Novel strategies to combat future influenza pandemics

Final Report Summary - FLUPLAN (Novel strategies to combat future influenza pandemics)

FLUPLAN aimed to mitigate the next influenza pandemic by the development of novel intervention strategies against future pandemic influenza viruses, coordinated by Professor Osterhaus at the Department of Viroscience at Erasmus MC Rotterdam. More specifically, FLUPLAN aimed to establish a repository of influenza viruses from the animal world, with pandemic potential and to make an inventory of such influenza viruses that can be used for the preparation of pandemic vaccines that are vector-based using modified vaccinia virus Ankara (MVA). With this, the vaccine repository will contain vaccine candidates that are “ready to go” on the shelf, for the rapid production of broadly protective pandemic vaccines that are available from the very beginning of the pandemic. This will greatly expand our ability to develop and produce novel vaccines within a shorter timeframe and with increased efficacy to mitigate the next influenza pandemic.
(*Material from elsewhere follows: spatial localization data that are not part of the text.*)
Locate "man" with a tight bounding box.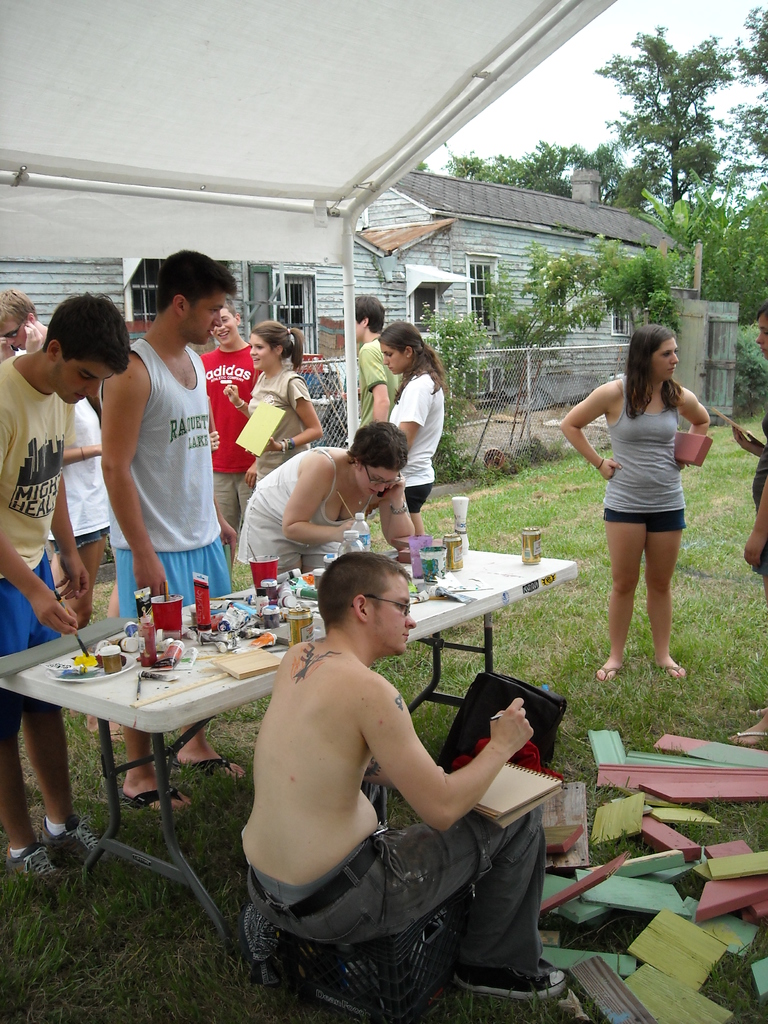
box=[224, 545, 542, 996].
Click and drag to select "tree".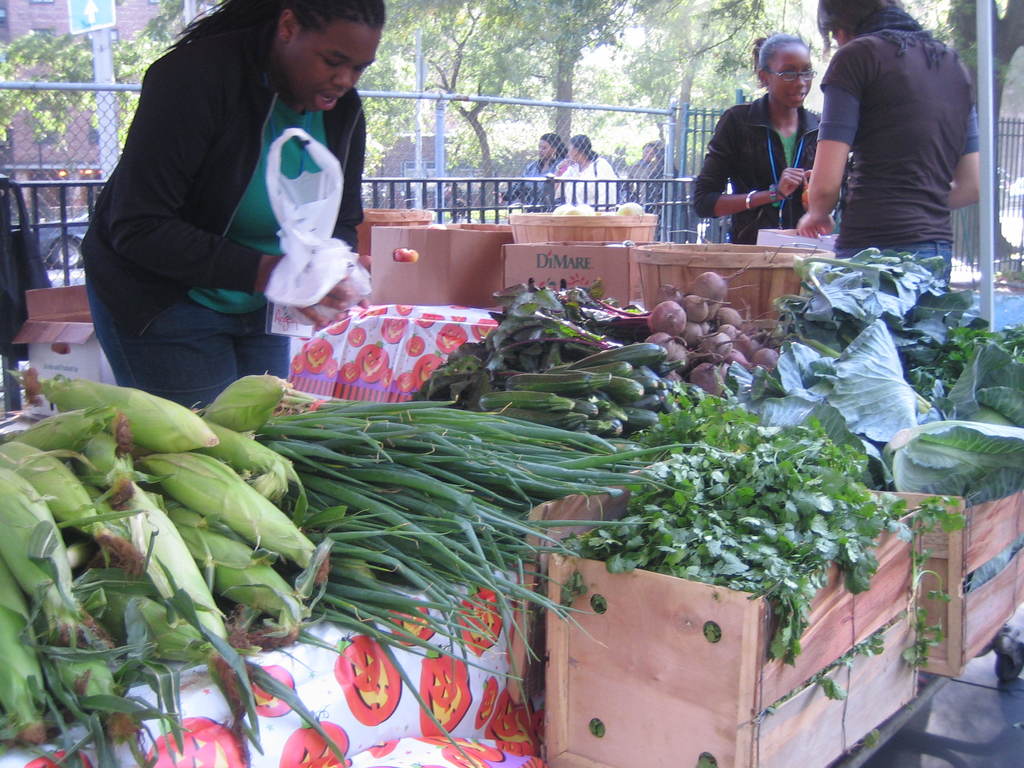
Selection: <bbox>0, 30, 108, 182</bbox>.
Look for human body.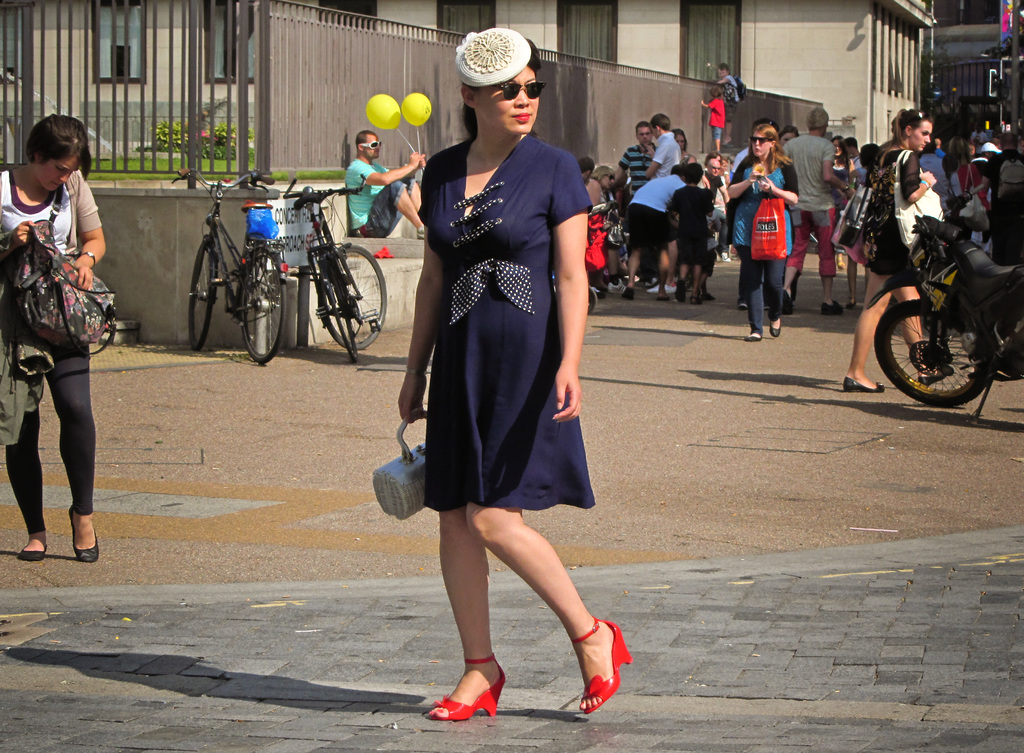
Found: bbox(627, 166, 691, 286).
With FLUPLAN, we developed a hemagglutinin (HA) vaccine repository that is continuously being updated with representative virus strains that match circulating Influenza viruses coming from the animal world, that have pandemic potential. This has amongst others led to the development of a MVA-H5 vaccine candidate, which proved to be safe (no serious adverse events were identified) and immunogenic (MVA-H5 vaccine induced virus neutralizing antibodies against influenza H5N1 virus) in a clinical phase I/IIa trial. Furthermore, we confirmed that the MVA-H5 vaccine can elicit antibodies against the newly emerging H5N8 virus, especially after a booster vaccination. Based on this repository, in combination with the clinical trial experience with the MVA-H5 vaccine candidate (as described in Kreijtz et al., The Lancet Infectious Diseases), it will be possible to rapidly develop a MVA-based influenza vaccine for human use in the face of a future pandemic. This will spark a rapid response to a newly emerging pandemic influenza threat, by using a priming vaccination with an MVA-based vaccine that represents the HA gene of the same subtype as the emerging virus and will upon booster immunization provide broadly protective immunity within the subtype, and thus against the emerging influenza virus strain. Thus, the MVA-based vaccine platform developed within FLUPLAN can be used for rapid development of efficacious and broadly protective vaccines in response to a future influenza pandemic threat. Furthermore, the MVA technology as developed in FLUPLAN is now also being used to develop a more universal influenza vaccine within the framework of the EU FP7 funded project FLUNIVAC. The progress of this project largely builds on the technology developed within FLUPLAN, and the products of this exercise will also largely profit from the clinical trial expertise from the FLUPLAN clinical trial. This will lead to the rapid implementation of a more universal influenza vaccine for humans based on the MVA technology.